D031 Opposition to Detention and Surveillance of Immigrants and Asylum-Seekers

The vast majority of non-detained immigrants appear voluntarily for their immigration court hearings: From 2008 to 2018, 83% of non-detained immigrants attended all of their hearings, and 96% of non- detained immigrants represented by a lawyer attended all of their hearings.

Nevertheless, US Immigration and Customs Enforcement (ICE) holds tens of thousands of people daily in the equivalent of pretrial detention, without appointed counsel and often without access to bond hearings. Each year, ICE uses several billion taxpayer dollars to jail and deport people who have lived in the United States for decades, including parents of U.S. citizens, and people who arrived recently seeking safety or a better life. They are held in one of more than 200 prisons, jails, and prison-like complexes rife with systemic racism and abuse. These facilities are largely operated by private companies and are remote and isolated.

ICE has also excessively deployed electronic surveillance of immigrants who would not otherwise be

detained. Originally proposed in 2004 as a more “humane” alternative to detention, supposedly with the goal of reducing the number of detained immigrants, the electronic surveillance program now monitors more than 180,000 immigrants at any given time. The government is seeking to expand the program to 400,000 by the end of 2022.

Moreover, electronic surveillance has not been used as an alternative or substitute for physical detention. Instead, the two programs have grown side-by-side. Between 2006 and 2021, the budget for detention expanded from $1 billion to $2.8 billion while the budget for electronic surveillance grew from

$28 million to $475 million.

Fortunately, effective and humane alternatives to detention and electronic surveillance do exist. In 2015, a collaborative of more than 400 civil society organizations known as the International Detention Coalition (IDC) completed a wide-ranging analysis of more than 250 examples of alternative programming in 60 different countries. Their report found that successful models engage individuals in the immigration process through informative and community-supported programming, contributing to “positive compliance, case resolution, cost, and health and wellbeing outcomes.”

A fact sheet published by Episcopal Migration Ministries and the Office of Government Relations states that: “The Episcopal Church has longstanding General Convention policy advocating for humane and dignified alternatives to detaining immigrants, acknowledging that the current system of immigrant detention denies asylum seekers and other immigrants due process and holds them for months in often unsafe, unsanitary, and inhumane conditions.” However, recent immigration- and incarceration-related General Convention resolutions (2009-B006; 2012-D059; 2015-A011; 2018-A178; 2018-D009; 2018- D029) do not explicitly oppose the continued existence of the immigrant detention system. They also do not make it clear that electronic surveillance is a growing societal problem rather than an acceptable “alternative” to physical detention.

Therefore, the proposed resolution is needed to update and clarify TEC’s position on these important human rights issues. We must add our church’s voice to the growing chorus of faith-based and social justice organizations that are calling for the US government to end its unjust detention and surveillance policies and replace them with proven, community-based alternatives that are more effective, less expensive, and far more humane than the existing approaches.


### Task directions
Transcribe every record that appears below, exactly and in full.

### Records for the task

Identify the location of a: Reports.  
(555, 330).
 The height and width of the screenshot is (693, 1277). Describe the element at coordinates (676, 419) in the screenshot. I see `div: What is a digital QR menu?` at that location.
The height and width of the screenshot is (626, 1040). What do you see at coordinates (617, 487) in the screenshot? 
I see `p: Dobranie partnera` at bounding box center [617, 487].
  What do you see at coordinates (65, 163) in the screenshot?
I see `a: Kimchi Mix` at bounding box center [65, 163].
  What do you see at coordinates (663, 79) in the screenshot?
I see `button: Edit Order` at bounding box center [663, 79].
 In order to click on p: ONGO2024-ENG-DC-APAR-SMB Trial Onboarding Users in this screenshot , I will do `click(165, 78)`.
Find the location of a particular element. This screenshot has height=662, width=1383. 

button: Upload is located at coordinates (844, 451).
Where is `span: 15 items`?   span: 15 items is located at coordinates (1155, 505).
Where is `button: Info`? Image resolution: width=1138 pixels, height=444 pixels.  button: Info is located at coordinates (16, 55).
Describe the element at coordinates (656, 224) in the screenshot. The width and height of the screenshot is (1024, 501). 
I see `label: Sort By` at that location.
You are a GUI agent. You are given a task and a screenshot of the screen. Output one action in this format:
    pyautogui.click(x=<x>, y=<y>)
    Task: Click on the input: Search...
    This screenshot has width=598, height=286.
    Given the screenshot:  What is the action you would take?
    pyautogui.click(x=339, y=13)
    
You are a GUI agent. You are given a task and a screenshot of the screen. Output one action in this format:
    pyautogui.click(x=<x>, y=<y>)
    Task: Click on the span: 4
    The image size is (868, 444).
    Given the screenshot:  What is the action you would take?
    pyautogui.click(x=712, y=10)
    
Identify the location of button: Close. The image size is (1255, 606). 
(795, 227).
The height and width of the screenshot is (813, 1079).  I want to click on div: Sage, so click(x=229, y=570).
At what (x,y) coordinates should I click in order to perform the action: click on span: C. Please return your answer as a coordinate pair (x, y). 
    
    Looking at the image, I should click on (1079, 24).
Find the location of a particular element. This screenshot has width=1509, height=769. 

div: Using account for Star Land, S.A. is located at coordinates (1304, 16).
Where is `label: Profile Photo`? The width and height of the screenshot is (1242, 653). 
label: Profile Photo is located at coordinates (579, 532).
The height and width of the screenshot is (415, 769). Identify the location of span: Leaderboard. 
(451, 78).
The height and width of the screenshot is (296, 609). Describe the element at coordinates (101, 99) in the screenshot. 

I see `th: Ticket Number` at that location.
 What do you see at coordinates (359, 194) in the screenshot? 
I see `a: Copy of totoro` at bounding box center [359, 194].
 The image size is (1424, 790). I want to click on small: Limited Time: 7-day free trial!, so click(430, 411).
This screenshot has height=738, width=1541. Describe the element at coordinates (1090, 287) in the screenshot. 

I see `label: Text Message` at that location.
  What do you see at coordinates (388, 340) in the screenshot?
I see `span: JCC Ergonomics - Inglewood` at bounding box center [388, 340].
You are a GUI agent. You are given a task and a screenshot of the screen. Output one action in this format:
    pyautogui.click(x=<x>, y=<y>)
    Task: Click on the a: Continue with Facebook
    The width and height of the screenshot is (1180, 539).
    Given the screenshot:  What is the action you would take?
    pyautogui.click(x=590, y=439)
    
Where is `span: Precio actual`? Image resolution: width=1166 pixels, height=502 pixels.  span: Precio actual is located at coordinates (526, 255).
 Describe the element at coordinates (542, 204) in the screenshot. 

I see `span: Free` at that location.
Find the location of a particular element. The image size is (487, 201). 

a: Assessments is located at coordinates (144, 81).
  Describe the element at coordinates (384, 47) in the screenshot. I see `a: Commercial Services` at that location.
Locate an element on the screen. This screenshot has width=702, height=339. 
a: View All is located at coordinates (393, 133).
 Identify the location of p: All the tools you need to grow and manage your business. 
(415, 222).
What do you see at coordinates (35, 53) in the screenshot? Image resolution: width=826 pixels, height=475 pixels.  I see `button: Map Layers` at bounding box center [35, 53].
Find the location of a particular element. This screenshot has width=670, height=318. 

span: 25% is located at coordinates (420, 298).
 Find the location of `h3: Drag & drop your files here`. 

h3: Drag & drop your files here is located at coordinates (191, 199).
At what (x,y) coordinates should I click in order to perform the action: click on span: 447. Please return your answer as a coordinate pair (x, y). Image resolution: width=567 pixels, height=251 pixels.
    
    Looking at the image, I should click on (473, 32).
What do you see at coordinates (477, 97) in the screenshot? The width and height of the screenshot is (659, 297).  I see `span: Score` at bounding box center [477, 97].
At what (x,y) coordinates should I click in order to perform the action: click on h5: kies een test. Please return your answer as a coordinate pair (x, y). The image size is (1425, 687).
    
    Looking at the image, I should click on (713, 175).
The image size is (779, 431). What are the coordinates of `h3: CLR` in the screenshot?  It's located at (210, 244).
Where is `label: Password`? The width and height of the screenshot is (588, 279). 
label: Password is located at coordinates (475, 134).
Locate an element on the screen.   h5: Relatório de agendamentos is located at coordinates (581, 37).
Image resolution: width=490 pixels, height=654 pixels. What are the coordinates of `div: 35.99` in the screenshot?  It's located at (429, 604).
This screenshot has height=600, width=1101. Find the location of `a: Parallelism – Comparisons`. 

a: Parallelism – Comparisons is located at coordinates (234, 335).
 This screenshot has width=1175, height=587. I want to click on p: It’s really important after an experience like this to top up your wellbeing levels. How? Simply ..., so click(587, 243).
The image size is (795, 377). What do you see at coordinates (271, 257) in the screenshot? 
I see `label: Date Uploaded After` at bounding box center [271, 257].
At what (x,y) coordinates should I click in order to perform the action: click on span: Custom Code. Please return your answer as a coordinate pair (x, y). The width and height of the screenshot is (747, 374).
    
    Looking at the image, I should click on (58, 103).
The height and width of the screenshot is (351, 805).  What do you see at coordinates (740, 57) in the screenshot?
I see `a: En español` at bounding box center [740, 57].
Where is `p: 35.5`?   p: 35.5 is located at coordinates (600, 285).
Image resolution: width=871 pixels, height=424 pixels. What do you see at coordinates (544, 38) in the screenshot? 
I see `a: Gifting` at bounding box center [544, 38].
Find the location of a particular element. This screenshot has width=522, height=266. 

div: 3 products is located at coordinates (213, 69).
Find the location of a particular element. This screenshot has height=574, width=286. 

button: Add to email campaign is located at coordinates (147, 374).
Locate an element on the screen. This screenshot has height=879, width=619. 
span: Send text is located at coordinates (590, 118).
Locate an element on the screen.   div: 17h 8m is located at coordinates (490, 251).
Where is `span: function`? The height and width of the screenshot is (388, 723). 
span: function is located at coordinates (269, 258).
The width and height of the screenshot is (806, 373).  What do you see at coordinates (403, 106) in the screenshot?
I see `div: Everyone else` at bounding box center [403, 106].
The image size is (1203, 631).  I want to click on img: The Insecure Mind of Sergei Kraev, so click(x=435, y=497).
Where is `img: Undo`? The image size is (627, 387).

### Answer below
Identify the location of a: Reports.  
(555, 330).
 The height and width of the screenshot is (693, 1277). Describe the element at coordinates (676, 419) in the screenshot. I see `div: What is a digital QR menu?` at that location.
The height and width of the screenshot is (626, 1040). What do you see at coordinates (617, 487) in the screenshot? 
I see `p: Dobranie partnera` at bounding box center [617, 487].
  What do you see at coordinates (65, 163) in the screenshot?
I see `a: Kimchi Mix` at bounding box center [65, 163].
  What do you see at coordinates (663, 79) in the screenshot?
I see `button: Edit Order` at bounding box center [663, 79].
 In order to click on p: ONGO2024-ENG-DC-APAR-SMB Trial Onboarding Users in this screenshot , I will do `click(165, 78)`.
Find the location of a particular element. This screenshot has height=662, width=1383. 

button: Upload is located at coordinates (844, 451).
Where is `span: 15 items`?   span: 15 items is located at coordinates (1155, 505).
Where is `button: Info`? Image resolution: width=1138 pixels, height=444 pixels.  button: Info is located at coordinates (16, 55).
Describe the element at coordinates (656, 224) in the screenshot. The width and height of the screenshot is (1024, 501). 
I see `label: Sort By` at that location.
You are a GUI agent. You are given a task and a screenshot of the screen. Output one action in this format:
    pyautogui.click(x=<x>, y=<y>)
    Task: Click on the input: Search...
    This screenshot has width=598, height=286.
    Given the screenshot:  What is the action you would take?
    pyautogui.click(x=339, y=13)
    
You are a GUI agent. You are given a task and a screenshot of the screen. Output one action in this format:
    pyautogui.click(x=<x>, y=<y>)
    Task: Click on the span: 4
    The image size is (868, 444).
    Given the screenshot:  What is the action you would take?
    pyautogui.click(x=712, y=10)
    
Identify the location of button: Close. The image size is (1255, 606). 
(795, 227).
The height and width of the screenshot is (813, 1079).  I want to click on div: Sage, so click(x=229, y=570).
At what (x,y) coordinates should I click in order to perform the action: click on span: C. Please return your answer as a coordinate pair (x, y). 
    
    Looking at the image, I should click on (1079, 24).
Find the location of a particular element. This screenshot has width=1509, height=769. 

div: Using account for Star Land, S.A. is located at coordinates (1304, 16).
Where is `label: Profile Photo`? The width and height of the screenshot is (1242, 653). 
label: Profile Photo is located at coordinates (579, 532).
The height and width of the screenshot is (415, 769). Identify the location of span: Leaderboard. 
(451, 78).
The height and width of the screenshot is (296, 609). Describe the element at coordinates (101, 99) in the screenshot. 

I see `th: Ticket Number` at that location.
 What do you see at coordinates (359, 194) in the screenshot? 
I see `a: Copy of totoro` at bounding box center [359, 194].
 The image size is (1424, 790). I want to click on small: Limited Time: 7-day free trial!, so click(430, 411).
This screenshot has height=738, width=1541. Describe the element at coordinates (1090, 287) in the screenshot. 

I see `label: Text Message` at that location.
  What do you see at coordinates (388, 340) in the screenshot?
I see `span: JCC Ergonomics - Inglewood` at bounding box center [388, 340].
You are a GUI agent. You are given a task and a screenshot of the screen. Output one action in this format:
    pyautogui.click(x=<x>, y=<y>)
    Task: Click on the a: Continue with Facebook
    The width and height of the screenshot is (1180, 539).
    Given the screenshot:  What is the action you would take?
    pyautogui.click(x=590, y=439)
    
Where is `span: Precio actual`? Image resolution: width=1166 pixels, height=502 pixels.  span: Precio actual is located at coordinates (526, 255).
 Describe the element at coordinates (542, 204) in the screenshot. 

I see `span: Free` at that location.
Find the location of a particular element. The image size is (487, 201). 

a: Assessments is located at coordinates (144, 81).
  Describe the element at coordinates (384, 47) in the screenshot. I see `a: Commercial Services` at that location.
Locate an element on the screen. This screenshot has width=702, height=339. 
a: View All is located at coordinates (393, 133).
 Identify the location of p: All the tools you need to grow and manage your business. 
(415, 222).
What do you see at coordinates (35, 53) in the screenshot? Image resolution: width=826 pixels, height=475 pixels.  I see `button: Map Layers` at bounding box center [35, 53].
Find the location of a particular element. This screenshot has width=670, height=318. 

span: 25% is located at coordinates (420, 298).
 Find the location of `h3: Drag & drop your files here`. 

h3: Drag & drop your files here is located at coordinates (191, 199).
At what (x,y) coordinates should I click in order to perform the action: click on span: 447. Please return your answer as a coordinate pair (x, y). Image resolution: width=567 pixels, height=251 pixels.
    
    Looking at the image, I should click on (473, 32).
What do you see at coordinates (477, 97) in the screenshot? The width and height of the screenshot is (659, 297).  I see `span: Score` at bounding box center [477, 97].
At what (x,y) coordinates should I click in order to perform the action: click on h5: kies een test. Please return your answer as a coordinate pair (x, y). The image size is (1425, 687).
    
    Looking at the image, I should click on (713, 175).
The image size is (779, 431). What are the coordinates of `h3: CLR` in the screenshot?  It's located at (210, 244).
Where is `label: Password`? The width and height of the screenshot is (588, 279). 
label: Password is located at coordinates (475, 134).
Locate an element on the screen.   h5: Relatório de agendamentos is located at coordinates (581, 37).
Image resolution: width=490 pixels, height=654 pixels. What are the coordinates of `div: 35.99` in the screenshot?  It's located at (429, 604).
This screenshot has height=600, width=1101. Find the location of `a: Parallelism – Comparisons`. 

a: Parallelism – Comparisons is located at coordinates (234, 335).
 This screenshot has width=1175, height=587. I want to click on p: It’s really important after an experience like this to top up your wellbeing levels. How? Simply ..., so click(587, 243).
The image size is (795, 377). What do you see at coordinates (271, 257) in the screenshot? 
I see `label: Date Uploaded After` at bounding box center [271, 257].
At what (x,y) coordinates should I click in order to perform the action: click on span: Custom Code. Please return your answer as a coordinate pair (x, y). The width and height of the screenshot is (747, 374).
    
    Looking at the image, I should click on (58, 103).
The height and width of the screenshot is (351, 805).  What do you see at coordinates (740, 57) in the screenshot?
I see `a: En español` at bounding box center [740, 57].
Where is `p: 35.5`?   p: 35.5 is located at coordinates (600, 285).
Image resolution: width=871 pixels, height=424 pixels. What do you see at coordinates (544, 38) in the screenshot? 
I see `a: Gifting` at bounding box center [544, 38].
Find the location of a particular element. This screenshot has width=522, height=266. 

div: 3 products is located at coordinates (213, 69).
Find the location of a particular element. This screenshot has height=574, width=286. 

button: Add to email campaign is located at coordinates (147, 374).
Locate an element on the screen. This screenshot has height=879, width=619. 
span: Send text is located at coordinates (590, 118).
Locate an element on the screen.   div: 17h 8m is located at coordinates (490, 251).
Where is `span: function`? The height and width of the screenshot is (388, 723). 
span: function is located at coordinates (269, 258).
The width and height of the screenshot is (806, 373).  What do you see at coordinates (403, 106) in the screenshot?
I see `div: Everyone else` at bounding box center [403, 106].
The image size is (1203, 631).  I want to click on img: The Insecure Mind of Sergei Kraev, so click(x=435, y=497).
Where is `img: Undo`? The image size is (627, 387).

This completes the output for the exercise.